Claude-Marie Ferrier (1811–1889) is credited with producing the first glass stereoview in 1852, working from the Paris atelier of optician Louis-Jules Duboscq. In 1859 he formed a partnership with his son Jacques-Alexandre and with Charles Soulier (1816–1886), establishing the firm known as Ferrier père, fils et Soulier. The business was acquired in 1863 by Léon & Lévy, who continued to sell the Ferrier & Soulier catalogue under those names. The firm’s albumenized-on-glass process — producing stereoscopic positives directly from albumenized-on-glass negatives — was technically unmatched among French studios of the period. Their catalogue eventually listed several thousand views, assembled in part from negatives acquired from other photographers. The first Ferrier stereoviews of the Chamonix valley date from the summer of 1856.
The Montanvers — the rocky promontory above the village of Chamonix at approximately 1,913 metres — had been the established viewpoint for the Mer de Glace since the eighteenth century, when the glacier became a destination for travellers undertaking what became the standard Alpine circuit. By 1862, a rack railway existed in plan though not yet in construction; the Montanvers was reached on foot or by mule. The Mer de Glace had reached its greatest extent at mid-century and had begun to retreat from that maximum by the time Ferrier photographed it. The image is made at a moment when the glacier still occupied the full width of the valley floor visible from this position.

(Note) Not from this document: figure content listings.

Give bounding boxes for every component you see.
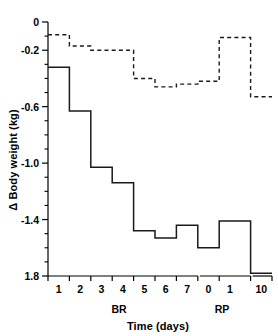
step-chart: Δ Body weight (kg) Time (days) BR RP 0-0… [0,0,278,336]
data-series [48,35,272,273]
y-tick-label: -0.6 [21,101,39,113]
x-tick-label: 1 [227,283,233,295]
x-tick-label: 2 [77,283,83,295]
chart-figure: Δ Body weight (kg) Time (days) BR RP 0-0… [0,0,278,336]
y-tick-label: 1.8 [24,270,39,282]
tick-labels: 0-0.2-0.6-1.0-1.41.812345670110 [21,16,267,295]
x-tick-label: 5 [141,283,147,295]
y-tick-label: -1.0 [21,157,39,169]
series-dashed [48,35,272,97]
x-tick-label: 1 [56,283,62,295]
x-group-label-br: BR [111,303,127,315]
axes [42,22,272,281]
x-tick-label: 10 [255,283,267,295]
y-axis-title: Δ Body weight (kg) [7,109,19,211]
y-tick-label: 0 [33,16,39,28]
y-tick-label: -1.4 [21,214,39,226]
x-tick-label: 3 [99,283,105,295]
x-tick-label: 0 [206,283,212,295]
x-tick-label: 4 [120,283,126,295]
x-group-label-rp: RP [215,303,230,315]
x-tick-label: 7 [184,283,190,295]
series-solid [48,67,272,273]
x-tick-label: 6 [163,283,169,295]
x-axis-title: Time (days) [127,320,189,332]
y-tick-label: -0.2 [21,44,39,56]
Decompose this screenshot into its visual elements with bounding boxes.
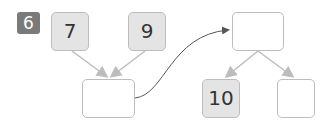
number-box-10: 10: [202, 79, 240, 118]
number-bond-exercise: 6 7 9 10: [0, 0, 334, 131]
sum-answer-box[interactable]: [82, 79, 135, 118]
question-number-badge: 6: [17, 12, 40, 34]
part-answer-box[interactable]: [277, 79, 315, 118]
number-box-9: 9: [128, 12, 166, 51]
whole-answer-box[interactable]: [232, 12, 284, 51]
number-box-7: 7: [51, 12, 89, 51]
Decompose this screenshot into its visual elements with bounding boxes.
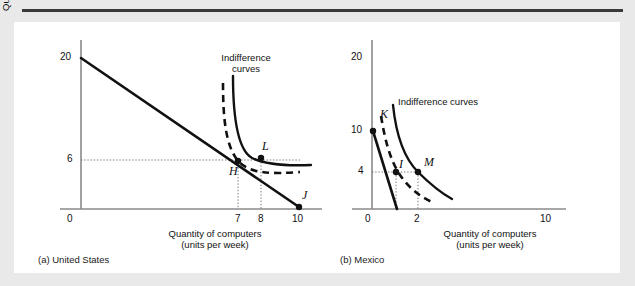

The plate number — 4532 — is indicative of the catalogue’s scale by 1862. What Ferrier documented from the Montanvers is the glacier as a physical object: not landscape, not panorama, but surface texture and mass. The seracs in the foreground resolve individually in the albumen-on-glass process; the icefield recedes toward the massif without atmospheric softening. The conifer treeline at lower right provides the only vertical element in a composition otherwise structured entirely by horizontal ice and the vertical face of the peaks behind. Since the glacier’s maximum extension around 1850 — the final years of the Little Ice Age — the Mer de Glace has retreated approximately 3 kilometres in length and lost some 300 metres of thickness. The plate was made within a decade of that maximum. What it shows is not a record of absence but of presence: a mass of ice that has since contracted far beyond the frame.
The plate
Stereoscopic glass slide 8.3 × 17 cm titled “4532. La mer de Glace prise du Montanvers (Savoie).” Ferrier père, fils et Soulier, 1862. From the blackprint collection. Piezography® Pro print on Arches Velin BFK Rives White, 250 g/m² — a 100% cotton paper made by cylinder mould at the Moulin d’Arches in the Vosges (founded 1492), sole production site of the BFK Rives since 1982, when production was transferred from the Isère mills, a tradition rooted in Rives since 1573, carrying the ∞ watermark of archival permanence. Edition of 365, Zürich.